Artist Victoria DeBlassie | Spagyric viscosities.

VISCOSITA’ SPARIGICHE (SPAGYRIC VISCOSITIES)

DeBlassie, for years, has been exploring the permutable and astatic nature of material intended for mass consumption and assumed to have a lateral, linear and static lifespan, that is, born to be used then consumed then wasted. What interests Victoria in these materials is the opposite, the fact that they exist within a spectrum of transmogrifications and transmutations, from one stage to another.
DeBlasslie, instead, identifies and highlights the protean nature of the material, in this case the orange peel, the fluid nature of the orange peel in its various stages of being. Emphasizing within each physical phase a historical, philosophical, and environmental period that exists within to complicate the narrative, all of which DeBlassie will showcase here at Finestreria.

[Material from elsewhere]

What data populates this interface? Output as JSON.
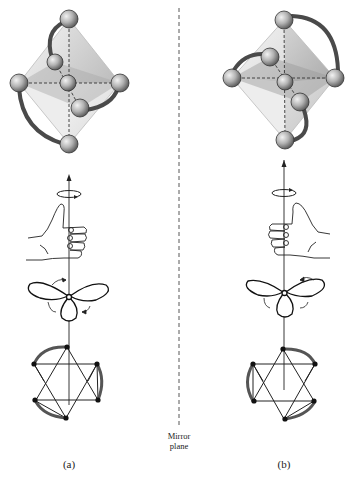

Broken down into states of matter, all three major forms will be on display, from gas to solid to liquid, all represented by a varied way of dealing and working with citrus peel. The orange peel in its gaseous state, that is, fragrant and aromatic, something to be seen and felt in the air, olfactorily; and then there will be the solid form of the orange peel, the skin reprocessed, layered and laminated to be made permanent and perpetually fresh, a building material, a “plypeel.” and finally, there will be the liquid form, the cascading flow of orange peels designed to represent an enormously flowing waterfall full of effluent life, citing the waterfalls of Renaissance gardens, at a time when this fruit was rare and thus had great importance only to diminish in value over time later because of its ubiquity.
In the midst of all this there will be orange peel like dust, somewhere between a solid and a gas, which will occupy an interstitial space, a purely ephemeral entity, a little bit like the role of oranges in general in this world, a heterochromatic fruit, that somehow unites all its states.